Living within a previously structured environment, the freed slave population and their descendants lived on the site for nearly forty years. By the end of the nineteenth century, many individuals had moved to nearby urban communities abandoning their houses and agricultural plots. With the movement of individuals out of the settlement, the individuals remaining at the site renegotiated their physical environment by redefining the layout of agricultural lands and domestic structures. Several maps from the late nineteenth century and early twentieth century depict houses with associated names, each of which can be linked to manumitted slaves that were listed in the elder Everett‟s probate records. The ways in which the individuals negotiated their cultural environment speaks to the agency of the inhabitants of Pandenarium. The ways in which they redefined the physical and social boundaries of the site over time remain largely undetermined. The historical records lack clarity; a clarity that archaeological investigation can provide the site by exploring the spatial boundaries and the social implications of these boundaries.

If you would like to learn more about Pandenarium, a digital copy of Angie’s thesis is available for viewing at the PA HPO office.

References Cited

Jaillet, Angela S.

2011 The People of Pandenarium: The Living Landscape of a Freed African American Settlement. Published Thesis. Indiana University of Pennsylvania.

Hopkins, G.M.

1873  Atlas of Mercer County, Pennsylvania. Philadelphia.

The Globe

1980  Indian Run about 1900.  Reprinted. New Wilmington, PA.

Weidhmann, W. Edward

1973 Indian Run History. Compiled by Educator. The New Wilmington Globe. August 23.

Woge, Mairy J.

1980 The History of Indian Run. The New Wilmington Globe. May 28.

Woods, Ruth Z.

2010 Personal Communication with Author. Mercer County, PA.

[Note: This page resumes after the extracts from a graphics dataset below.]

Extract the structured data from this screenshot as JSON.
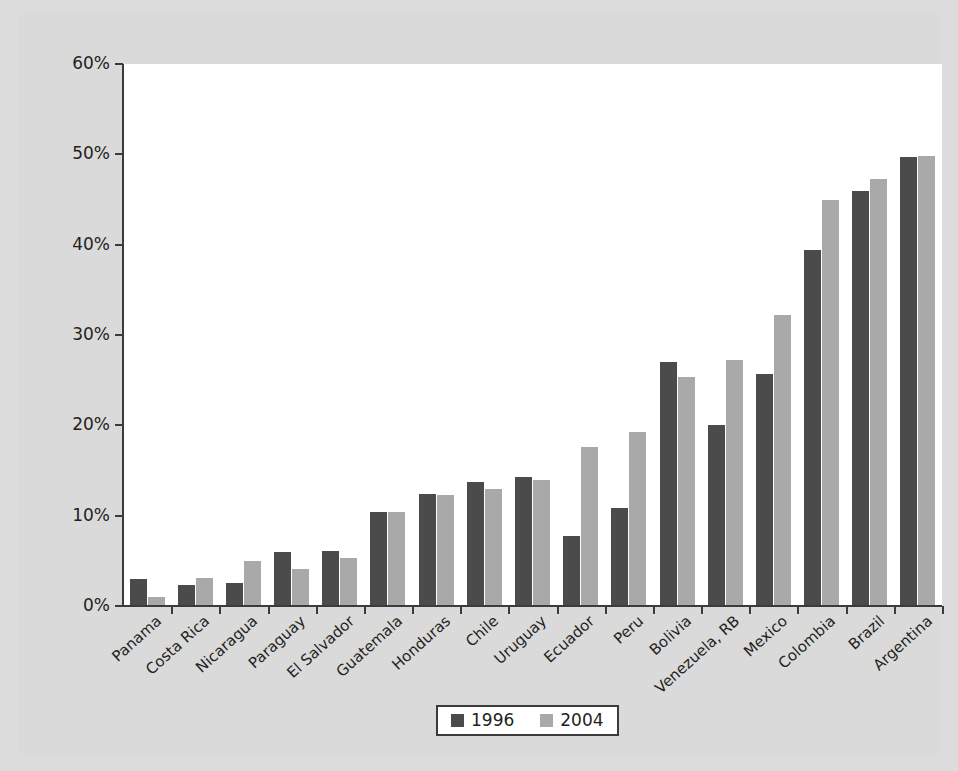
{
  "chart_data": {
    "type": "bar",
    "title": "",
    "subtitle": "",
    "xlabel": "",
    "ylabel": "",
    "ylim": [
      0,
      60
    ],
    "ytick_labels": [
      "0%",
      "10%",
      "20%",
      "30%",
      "40%",
      "50%",
      "60%"
    ],
    "ytick_values": [
      0,
      10,
      20,
      30,
      40,
      50,
      60
    ],
    "grid": false,
    "legend_position": "bottom-center",
    "value_unit": "percent",
    "categories": [
      "Panama",
      "Costa Rica",
      "Nicaragua",
      "Paraguay",
      "El Salvador",
      "Guatemala",
      "Honduras",
      "Chile",
      "Uruguay",
      "Ecuador",
      "Peru",
      "Bolivia",
      "Venezuela, RB",
      "Mexico",
      "Colombia",
      "Brazil",
      "Argentina"
    ],
    "series": [
      {
        "name": "1996",
        "color": "#4b4b4b",
        "values": [
          3.0,
          2.3,
          2.5,
          6.0,
          6.1,
          10.4,
          12.4,
          13.7,
          14.3,
          7.7,
          10.8,
          27.0,
          20.0,
          25.7,
          39.4,
          45.9,
          49.7
        ]
      },
      {
        "name": "2004",
        "color": "#a9a9a9",
        "values": [
          1.0,
          3.1,
          5.0,
          4.1,
          5.3,
          10.4,
          12.3,
          12.9,
          13.9,
          17.6,
          19.3,
          25.3,
          27.2,
          32.2,
          45.0,
          47.3,
          49.8
        ]
      }
    ]
  },
  "legend": {
    "entries": [
      {
        "label": "1996",
        "swatch": "s1996"
      },
      {
        "label": "2004",
        "swatch": "s2004"
      }
    ]
  },
  "colors": {
    "series_1996": "#4b4b4b",
    "series_2004": "#a9a9a9",
    "background": "#dcdcdc",
    "plot_background": "#ffffff",
    "axis": "#3b3b3b",
    "text": "#231f20"
  }
}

1999 History of East Lackawannock Township, Mercer County Pennsylvania 1900-2000. Supervisors of East Lackawannock Township, Mercer County, Pennsylvania.

 

Angela S. Jaillet-Wentling, M.A., RPA

A graduate of Pennsylvania State University (BA – Anthropology, 2008) and Indiana University of Pennsylvania (MA – Applied Archaeology, 2011), Angie currently works for GAI Consultants, Inc. in Pittsburgh, PA as a senior archaeologist.  A new mother, she is learning to balance her role as an NCO in the U.S. Army and her hobbies of outdoor activities and art.